We really did walk, encouraged by that brilliantly clear weather – 58km in our four days there – and walking is always the best way to get a feel for a city. And it's easy there. Good pavements, clear crossings (pedestrian lights strictly obeyed) and no mad cyclists, with clear maps and signs everywhere. The subway is also easy to navigate and we used this to go between districts. Signs in fact are almost the dominant feature of Tokyo. Every building seems to be covered in them, and at night they glow and trhob with life. This is perhaps the biggest surprise to me about Japan. In the west we regarded Japan as the source of good modernist taste: clean lines, minimalist, restrained design. And you can still find some of that, but for the most part the buildings are banal and plastered with ugly advertising. Hardly any old buildings survive (except the few set piece palaces and shrines), but that can largely be blamed on the war, earthquakes and fires.
We visited some of Tokyo's other well known centres (like London, it has developed from a series of separate villages and some of them retain their own character. Shibuya and Shinjuku are major hubs with vast crowds thronging the pavements at all hours. We saw the famous Shibuya crossing and the louche back lanes of Shinjuku's nightlife areas. Other highlights:

A very different experience, and spectacular building, is to be found at the Tsukiji Hongwanji temple in Ginza. Built of stone, in ancient Indian style, it is much more church-like and belongs to a Buddhist sect, Jodoshinshu, whose view of a redemptive Buddha seems to chime with Christian thought. Nearby is the sprawling fish market, which is gradually moving over into tourism but still retains a feeling of a living market, with every kind of seafood and little stalls and snack bars selling steaming skewers of fish or, of course, sushi and sashimi.

As a special treat we had dinner in a 10 seat, highly rated restaurant where we could watch the young chef prepare our 11 course tasting menu, Ian bravely sampling the many fish dishes, including potentially poisonous blowfish. The accompanying sake pairings to each course – a real education this – perhaps made it easier. Many restaurants and bars here are tiny, seating no more than about 10, who normally squeeze in to sit at the bar to drink and eat. Most specialise in one particular type of food or drink. The economics of this is mystifying. A far cry from London's stultifying takeover by bland chains.
*Footnote for birders: In Hama-Rikyu garden we found a gaggle of excited bird fanciers focusing their huge camouflaged cameras on a particular tree. There was what we later found out was a Blakiston's fish owl (Bubo blakistoni), of which only a few hundred pairs survive in Hokkaido, Japan's remote norhtern island. This is a type of eagle owl, and the largest owl in the world. It sat on a low branch over the ornamental pond, well stocked with carp too big even for its big talons, staring back at us, in a rather cross eyed fashion, and occasionally preening itself. What it was doing hundreds of miles south in a busy urban park in one of the world's busiest cities was anyone's guess.
*Footnote for birders: In Hama-Rikyu garden we found a gaggle of excited bird fanciers focusing their huge camouflaged cameras on a particular tree. There was what we later found out was a Blakiston's fish owl (Bubo blakistoni), of which only a few hundred pairs survive in Hokkaido, Japan's remote norhtern island. This is a type of eagle owl, and the largest owl in the world. It sat on a low branch over the ornamental pond, well stocked with carp too big even for its big talons, staring back at us, in a rather cross eyed fashion, and occasionally preening itself. What it was doing hundreds of miles south in a busy urban park in one of the world's busiest cities was anyone's guess.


• **Exercise**
From the entries that follow, copy each line in which "bboxes" appears.

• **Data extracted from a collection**
....................
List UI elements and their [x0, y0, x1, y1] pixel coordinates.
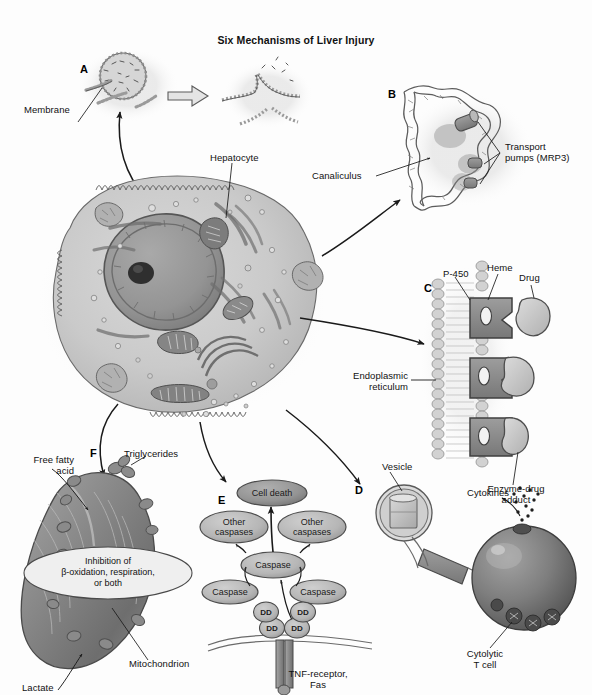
mitochondrion-inner-3	[158, 331, 199, 353]
heme-icon-2	[479, 367, 490, 385]
label-canaliculus: Canaliculus	[312, 170, 362, 181]
nucleolus	[128, 262, 154, 284]
heme-icon-3	[479, 427, 490, 445]
drug-molecule-icon-2	[501, 357, 534, 396]
enzyme-drug-adduct-icon	[502, 418, 528, 455]
node-label-dd-1: DD	[256, 608, 276, 617]
label-triglycerides: Triglycerides	[124, 448, 178, 459]
panel-letter-e: E	[218, 494, 225, 506]
node-label-caspase-right: Caspase	[288, 587, 348, 597]
label-mitochondrion: Mitochondrion	[129, 658, 189, 669]
mitochondrion-inner-4	[151, 385, 209, 403]
node-label-other-caspases-right: Other caspases	[282, 517, 342, 537]
label-transport-pumps: Transport pumps (MRP3)	[505, 141, 569, 163]
leader-cytolytic-t-cell	[490, 622, 512, 648]
transport-pump-icon-3	[464, 178, 477, 188]
drug-molecule-icon-1	[516, 298, 550, 336]
panel-letter-f: F	[90, 447, 97, 459]
label-endoplasmic-reticulum: Endoplasmic reticulum	[300, 370, 408, 392]
membrane-bleb-intact	[100, 53, 146, 99]
antigen-presentation-stalk	[404, 537, 482, 590]
panel-letter-a: A	[80, 63, 88, 75]
label-membrane: Membrane	[24, 104, 70, 115]
node-label-dd-2: DD	[293, 608, 313, 617]
membrane-fragments-ruptured	[222, 57, 314, 129]
arrow-b-to-canaliculus	[322, 200, 400, 256]
label-drug: Drug	[519, 272, 540, 283]
hepatocyte-cell	[32, 163, 332, 424]
node-label-dd-3: DD	[262, 624, 282, 633]
node-label-cell-death: Cell death	[237, 488, 307, 498]
panel-letter-b: B	[388, 88, 396, 100]
label-p450: P-450	[443, 268, 469, 279]
node-label-other-caspases-left: Other caspases	[204, 517, 264, 537]
vesicle-icon	[376, 485, 432, 541]
cytolytic-t-cell	[472, 524, 576, 631]
leader-drug	[531, 285, 534, 298]
node-label-caspase-center: Caspase	[243, 560, 303, 570]
arrow-e-to-cell-death	[200, 422, 226, 482]
label-heme: Heme	[487, 262, 513, 273]
label-vesicle: Vesicle	[382, 461, 412, 472]
label-lactate: Lactate	[22, 682, 54, 693]
label-free-fatty-acid: Free fatty acid	[2, 454, 74, 476]
arrow-d-to-vesicle	[286, 410, 360, 484]
label-hepatocyte: Hepatocyte	[210, 152, 259, 163]
label-tnf-receptor: TNF-receptor, Fas	[272, 668, 364, 690]
panel-e-caspase-cascade-group	[200, 422, 372, 695]
label-cytokines: Cytokines	[467, 487, 509, 498]
panel-letter-d: D	[355, 484, 363, 496]
junction-complex-icon-3	[96, 364, 127, 393]
junction-complex-icon-1	[95, 203, 123, 227]
p450-enzyme-icon-1	[470, 298, 512, 338]
node-label-caspase-left: Caspase	[200, 587, 260, 597]
node-label-dd-4: DD	[287, 624, 307, 633]
mitochondrion-inner-1	[200, 218, 229, 249]
panel-f-mitochondrion-group	[21, 404, 192, 690]
liver-injury-diagram: Six Mechanisms of Liver Injury	[0, 0, 592, 695]
panel-letter-c: C	[424, 282, 432, 294]
balloon-inhibition-text: Inhibition of β-oxidation, respiration, …	[26, 556, 190, 589]
junction-complex-icon-2	[292, 262, 323, 291]
panel-a-membrane-group	[76, 47, 314, 198]
heme-icon-1	[481, 307, 492, 325]
transport-pump-icon-2	[468, 158, 482, 168]
label-cytolytic-t-cell: Cytolytic T cell	[440, 648, 530, 670]
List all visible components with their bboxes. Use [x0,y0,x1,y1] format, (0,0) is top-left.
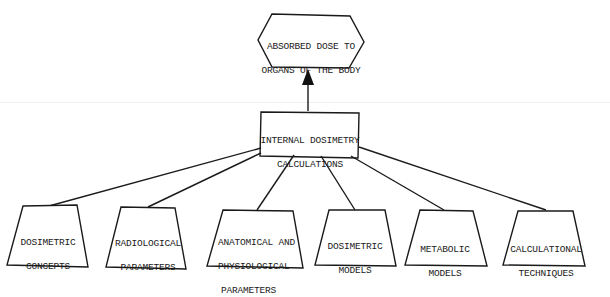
dosimetric-concepts-line2: CONCEPTS [12,261,84,273]
absorbed-dose-line2: ORGANS OF THE BODY [258,65,364,77]
metabolic-models-label: METABOLIC MODELS [410,232,480,292]
edge-radiological-parameters [148,153,261,207]
calculational-techniques-line2: TECHNIQUES [506,268,586,280]
radiological-parameters-line2: PARAMETERS [110,262,186,274]
radiological-parameters-label: RADIOLOGICAL PARAMETERS [110,226,186,286]
edge-dosimetric-concepts [49,148,261,206]
internal-dosimetry-label: INTERNAL DOSIMETRY CALCULATIONS [260,123,360,183]
anatomical-physiological-line3: PARAMETERS [218,285,300,297]
internal-dosimetry-line1: INTERNAL DOSIMETRY [260,135,360,147]
dosimetric-concepts-line1: DOSIMETRIC [12,237,84,249]
internal-dosimetry-line2: CALCULATIONS [260,159,360,171]
radiological-parameters-line1: RADIOLOGICAL [110,238,186,250]
anatomical-physiological-line2: PHYSIOLOGICAL [218,261,300,273]
metabolic-models-line1: METABOLIC [410,244,480,256]
dosimetric-models-label: DOSIMETRIC MODELS [320,229,390,289]
metabolic-models-line2: MODELS [410,268,480,280]
absorbed-dose-line1: ABSORBED DOSE TO [258,41,364,53]
dosimetric-concepts-label: DOSIMETRIC CONCEPTS [12,225,84,285]
dosimetric-models-line1: DOSIMETRIC [320,241,390,253]
dosimetric-models-line2: MODELS [320,265,390,277]
anatomical-physiological-label: ANATOMICAL AND PHYSIOLOGICAL PARAMETERS [214,225,300,297]
edge-calculational-techniques [359,147,546,210]
calculational-techniques-line1: CALCULATIONAL [506,244,586,256]
absorbed-dose-label: ABSORBED DOSE TO ORGANS OF THE BODY [258,29,364,89]
calculational-techniques-label: CALCULATIONAL TECHNIQUES [506,232,586,292]
edge-metabolic-models [351,156,444,210]
anatomical-physiological-line1: ANATOMICAL AND [218,237,300,249]
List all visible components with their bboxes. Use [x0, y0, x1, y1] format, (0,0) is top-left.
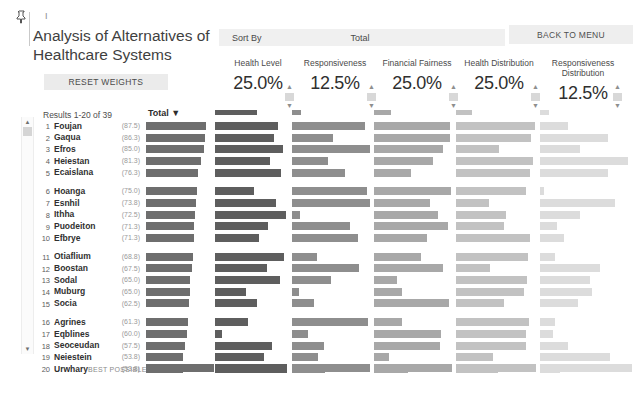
list-item[interactable]: 6Hoanga(75.0) [36, 185, 140, 197]
scrollbar-thumb[interactable] [23, 127, 32, 136]
list-item[interactable]: 1Foujan(87.5) [36, 120, 140, 132]
list-item[interactable]: 5Ecaislana(76.3) [36, 167, 140, 179]
list-item[interactable]: 10Efbrye(71.3) [36, 232, 140, 244]
list-item[interactable]: 18Seoceudan(57.5) [36, 340, 140, 352]
list-item[interactable]: 15Socia(62.5) [36, 298, 140, 310]
bar [292, 145, 370, 153]
spinner-down-arrow[interactable]: ▼ [532, 103, 539, 109]
spinner-down-arrow[interactable]: ▼ [286, 103, 293, 109]
bar-row [540, 286, 632, 298]
spinner-up-arrow[interactable]: ▲ [614, 84, 621, 90]
bar [540, 342, 568, 350]
bar-row [456, 143, 536, 155]
list-item[interactable]: 11Otiaflium(68.8) [36, 251, 140, 263]
list-item-name: Otiaflium [54, 251, 91, 261]
criteria-weight-value[interactable]: 12.5% [546, 83, 620, 104]
list-item-score: (53.8) [122, 353, 140, 360]
criteria-weight-spinner-1[interactable]: ▲▼ [285, 84, 294, 109]
bar [215, 318, 248, 326]
criteria-weight-value[interactable]: 25.0% [462, 73, 536, 94]
list-item-score: (65.0) [122, 288, 140, 295]
bar [292, 122, 365, 130]
bar [374, 353, 389, 361]
bar-row [456, 185, 536, 197]
list-item[interactable]: 2Gaqua(86.3) [36, 132, 140, 144]
bar [456, 288, 524, 296]
list-item-rank: 5 [36, 169, 50, 178]
list-item[interactable]: 19Neiestein(53.8) [36, 351, 140, 363]
list-item[interactable]: 7Esnhil(73.8) [36, 197, 140, 209]
bar-row [146, 298, 214, 310]
bar-row [292, 340, 370, 352]
criteria-weight-value[interactable]: 25.0% [380, 73, 454, 94]
bar-row [146, 221, 214, 233]
list-item-score: (71.3) [122, 234, 140, 241]
list-item[interactable]: 12Boostan(67.5) [36, 263, 140, 275]
bar-row [146, 232, 214, 244]
list-item-name: Gaqua [54, 132, 80, 142]
criteria-weight-value[interactable]: 25.0% [221, 73, 295, 94]
spinner-down-arrow[interactable]: ▼ [368, 103, 375, 109]
criteria-name-label: Responsiveness [298, 58, 372, 68]
bar-row [456, 340, 536, 352]
bar [146, 145, 204, 153]
bar-row [540, 298, 632, 310]
list-item[interactable]: 17Eqblines(60.0) [36, 328, 140, 340]
spinner-track[interactable] [531, 93, 540, 101]
bar [215, 299, 257, 307]
list-item[interactable]: 13Sodal(65.0) [36, 274, 140, 286]
bar [374, 234, 427, 242]
spinner-up-arrow[interactable]: ▲ [532, 84, 539, 90]
list-item-score: (72.5) [122, 211, 140, 218]
list-item[interactable]: 9Puodeiton(71.3) [36, 221, 140, 233]
spinner-track[interactable] [613, 93, 622, 101]
spinner-track[interactable] [449, 93, 458, 101]
bar-row [215, 197, 287, 209]
spinner-track[interactable] [367, 93, 376, 101]
list-item[interactable]: 16Agrines(61.3) [36, 316, 140, 328]
criteria-weight-spinner-5[interactable]: ▲▼ [613, 84, 622, 109]
list-item-rank: 10 [36, 234, 50, 243]
bar [146, 199, 196, 207]
bar [540, 264, 600, 272]
criteria-weight-spinner-4[interactable]: ▲▼ [531, 84, 540, 109]
bar-row [292, 286, 370, 298]
bar [292, 299, 314, 307]
spinner-down-arrow[interactable]: ▼ [614, 103, 621, 109]
bar [146, 169, 198, 177]
list-item-name: Agrines [54, 317, 86, 327]
reset-weights-button[interactable]: RESET WEIGHTS [44, 74, 168, 90]
scroll-down-arrow[interactable]: ▼ [22, 345, 33, 353]
bar [456, 264, 490, 272]
list-item[interactable]: 4Heiestan(81.3) [36, 155, 140, 167]
spinner-up-arrow[interactable]: ▲ [368, 84, 375, 90]
criteria-name-label: Health Level [221, 58, 295, 68]
spinner-up-arrow[interactable]: ▲ [286, 84, 293, 90]
bar-row [292, 232, 370, 244]
list-item-score: (81.3) [122, 157, 140, 164]
total-column-header[interactable]: Total ▼ [148, 108, 180, 118]
spinner-track[interactable] [285, 93, 294, 101]
scroll-up-arrow[interactable]: ▲ [22, 118, 33, 126]
list-item[interactable]: 3Efros(85.0) [36, 143, 140, 155]
criteria-weight-spinner-2[interactable]: ▲▼ [367, 84, 376, 109]
bar [456, 122, 535, 130]
criteria-weight-value[interactable]: 12.5% [298, 73, 372, 94]
bar [292, 353, 318, 361]
bar-row [146, 167, 214, 179]
criteria-weight-spinner-3[interactable]: ▲▼ [449, 84, 458, 109]
sort-by-value[interactable]: Total [330, 33, 390, 43]
spinner-down-arrow[interactable]: ▼ [450, 103, 457, 109]
list-item[interactable]: 8Ithha(72.5) [36, 209, 140, 221]
results-scrollbar[interactable]: ▲ ▼ [21, 117, 34, 354]
pin-icon[interactable] [15, 10, 28, 24]
bar [292, 199, 370, 207]
spinner-up-arrow[interactable]: ▲ [450, 84, 457, 90]
bar-row [215, 298, 287, 310]
list-item[interactable]: 14Muburg(65.0) [36, 286, 140, 298]
bar [292, 264, 359, 272]
bar-row [215, 328, 287, 340]
bar-row [374, 143, 452, 155]
criteria-column-2: Responsiveness12.5% [298, 58, 372, 94]
bar [456, 211, 506, 219]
....................
• **Written solution**
List all visible components with their bboxes. Use [x0,y0,x1,y1] format, (0,0) is top-left.
List all visible components with their bboxes. Use [x0, y0, x1, y1] format, (0,0) is top-left.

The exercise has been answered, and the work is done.